The union last week began a programme of 50 meetings across the country to determine members' views on post-Brexit farming policy. "We're already seeing farmers joining the NFU to participate in the biggest consultation we've ever held on the industry's future," added Raymond.
Country Land & Business Association president Ross Murray said: "We do not support CPRE's objective of using future farm policy to pursue an agenda about breaking up landownership because it would risk severely undermining investment in productive agriculture and the environment just when it is most needed."
Similarly, Andrew Francis, senior farms manager at East Anglia root vegetable grower Elveden Estate, said size brings advantages in sustainable management. "We are able to manage a very large block of land with a single integrated approach. If that land was split into 20 different blocks, you are going to have 20 people who don't have the same level of involvement or influence."
With more than 4,000ha of farmland, the estate is one of the UK's largest lowland farms and one of the largest beneficiaries of the current Basic Payment Scheme (BPS), receiving £915,000 in 2014. "These look like big numbers but when you divide it by a big area it is a very small number," said Francis. "I can understand why the CPRE might want to taper (support) according to size, but the main reason for the size is to make commercial agriculture stack up. There is less and less money in what we're doing so as margins tighten the only way to keep being able to make long-term investments is to have viable commercial agriculture."
British Growers Association chief executive Jack Ward told Horticulture Week: "This is currently the biggest opportunity to determine the future direction of farm support and there will be a rush of policy initiatives seeking to influence that outcome, with CPRE and the National Trust coming at it from a particular angle. No one has a monopoly on wisdom. We should take time to decide what works best and for that we need radical ideas from our own side too."
He added: "We might end up with a menu of options (to support the sector) rather than one size fits all, as with the BPS, and there should be opportunities there for horticulture. Currently there are all sorts of anomalies that we have an opportunity to put right."
But on proposals to make food networks more locally responsive, he said: "We are where we are - 90 per cent of food is bought through the multiples and the pressures on food production will remain." He explained: "It's always healthy to have new entrants, but for everyone who comes in there is another who can't expand. We have to have opportunities through the system.
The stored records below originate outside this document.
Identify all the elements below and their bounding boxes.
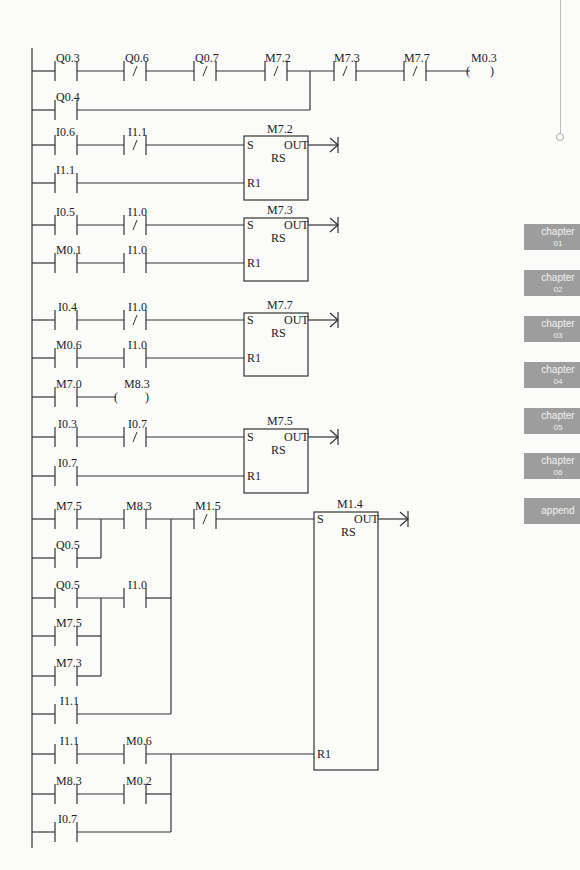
svg-text:Q0.5: Q0.5 — [56, 538, 80, 552]
tab-appendix[interactable]: append — [524, 498, 580, 524]
svg-text:M7.3: M7.3 — [56, 656, 82, 670]
tab-chapter-02[interactable]: chapter02 — [524, 270, 580, 296]
svg-text:I0.7: I0.7 — [128, 417, 147, 431]
svg-text:M1.5: M1.5 — [195, 499, 221, 513]
svg-text:R1: R1 — [247, 256, 261, 270]
svg-text:M7.2: M7.2 — [265, 51, 291, 65]
svg-text:R1: R1 — [247, 469, 261, 483]
svg-text:RS: RS — [271, 326, 286, 340]
svg-text:Q0.3: Q0.3 — [56, 51, 80, 65]
svg-text:S: S — [247, 218, 254, 232]
svg-text:M0.2: M0.2 — [126, 774, 152, 788]
svg-text:M7.5: M7.5 — [56, 499, 82, 513]
svg-text:I1.0: I1.0 — [128, 578, 147, 592]
svg-text:OUT: OUT — [354, 512, 379, 526]
svg-text:OUT: OUT — [284, 138, 309, 152]
svg-text:I0.5: I0.5 — [56, 205, 75, 219]
svg-text:R1: R1 — [247, 176, 261, 190]
svg-text:R1: R1 — [247, 351, 261, 365]
svg-text:M7.7: M7.7 — [267, 298, 293, 312]
svg-text:M0.6: M0.6 — [56, 338, 82, 352]
svg-text:M7.3: M7.3 — [334, 51, 360, 65]
svg-text:M7.7: M7.7 — [404, 51, 430, 65]
svg-text:Q0.7: Q0.7 — [195, 51, 219, 65]
svg-text:S: S — [247, 138, 254, 152]
svg-text:I1.1: I1.1 — [56, 163, 75, 177]
svg-text:M7.3: M7.3 — [267, 203, 293, 217]
svg-text:M1.4: M1.4 — [337, 497, 363, 511]
svg-text:RS: RS — [271, 231, 286, 245]
svg-text:I0.7: I0.7 — [58, 812, 77, 826]
svg-text:I1.0: I1.0 — [128, 205, 147, 219]
svg-text:RS: RS — [341, 525, 356, 539]
svg-text:S: S — [247, 313, 254, 327]
svg-text:I0.3: I0.3 — [58, 417, 77, 431]
ladder-diagram: ( ) ( ) Q0.3 Q0.6 Q0.7 M7.2 M7.3 M7.7 M0… — [0, 0, 580, 870]
svg-text:OUT: OUT — [284, 430, 309, 444]
svg-text:I1.0: I1.0 — [128, 243, 147, 257]
svg-text:Q0.5: Q0.5 — [56, 578, 80, 592]
svg-text:I1.0: I1.0 — [128, 338, 147, 352]
svg-text:M8.3: M8.3 — [56, 774, 82, 788]
svg-text:M0.6: M0.6 — [126, 734, 152, 748]
svg-text:I1.1: I1.1 — [60, 734, 79, 748]
tab-chapter-06[interactable]: chapter06 — [524, 453, 580, 479]
svg-text:I0.4: I0.4 — [58, 300, 77, 314]
svg-text:RS: RS — [271, 443, 286, 457]
svg-text:): ) — [145, 390, 149, 404]
svg-text:M0.3: M0.3 — [471, 51, 497, 65]
svg-text:M0.1: M0.1 — [56, 243, 82, 257]
svg-text:I0.7: I0.7 — [58, 456, 77, 470]
tab-chapter-05[interactable]: chapter05 — [524, 408, 580, 434]
svg-text:RS: RS — [271, 151, 286, 165]
coil-m0-3-open: ( — [466, 64, 470, 78]
svg-text:OUT: OUT — [284, 218, 309, 232]
svg-text:R1: R1 — [317, 747, 331, 761]
svg-text:S: S — [247, 430, 254, 444]
svg-text:Q0.4: Q0.4 — [56, 90, 80, 104]
svg-text:(: ( — [114, 390, 118, 404]
svg-text:I0.6: I0.6 — [56, 125, 75, 139]
svg-text:OUT: OUT — [284, 313, 309, 327]
svg-text:S: S — [317, 512, 324, 526]
svg-text:M8.3: M8.3 — [124, 377, 150, 391]
tab-chapter-04[interactable]: chapter04 — [524, 362, 580, 388]
svg-text:M7.5: M7.5 — [56, 616, 82, 630]
svg-text:M7.0: M7.0 — [56, 377, 82, 391]
svg-text:M8.3: M8.3 — [126, 499, 152, 513]
svg-text:M7.5: M7.5 — [267, 414, 293, 428]
tab-chapter-01[interactable]: chapter01 — [524, 224, 580, 250]
tab-chapter-03[interactable]: chapter03 — [524, 316, 580, 342]
svg-text:I1.1: I1.1 — [60, 694, 79, 708]
svg-text:I1.0: I1.0 — [128, 300, 147, 314]
svg-text:I1.1: I1.1 — [128, 125, 147, 139]
svg-text:M7.2: M7.2 — [267, 122, 293, 136]
coil-m0-3-close: ) — [490, 64, 494, 78]
svg-text:Q0.6: Q0.6 — [125, 51, 149, 65]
If you only have 10 acres (4ha), it can't be run for commodity production, so at the smaller end you need a model that's not dependent on that."
Rather than direct support for production of "healthier" crops, he said: "We need to put money into research and development of things like varieties and systems." Beyond the current producer organisation scheme (HW, 19 August), he added: "We will need to support capital investment in things like reservoirs to retain some of the billions of gallons of flood water that wash out to sea."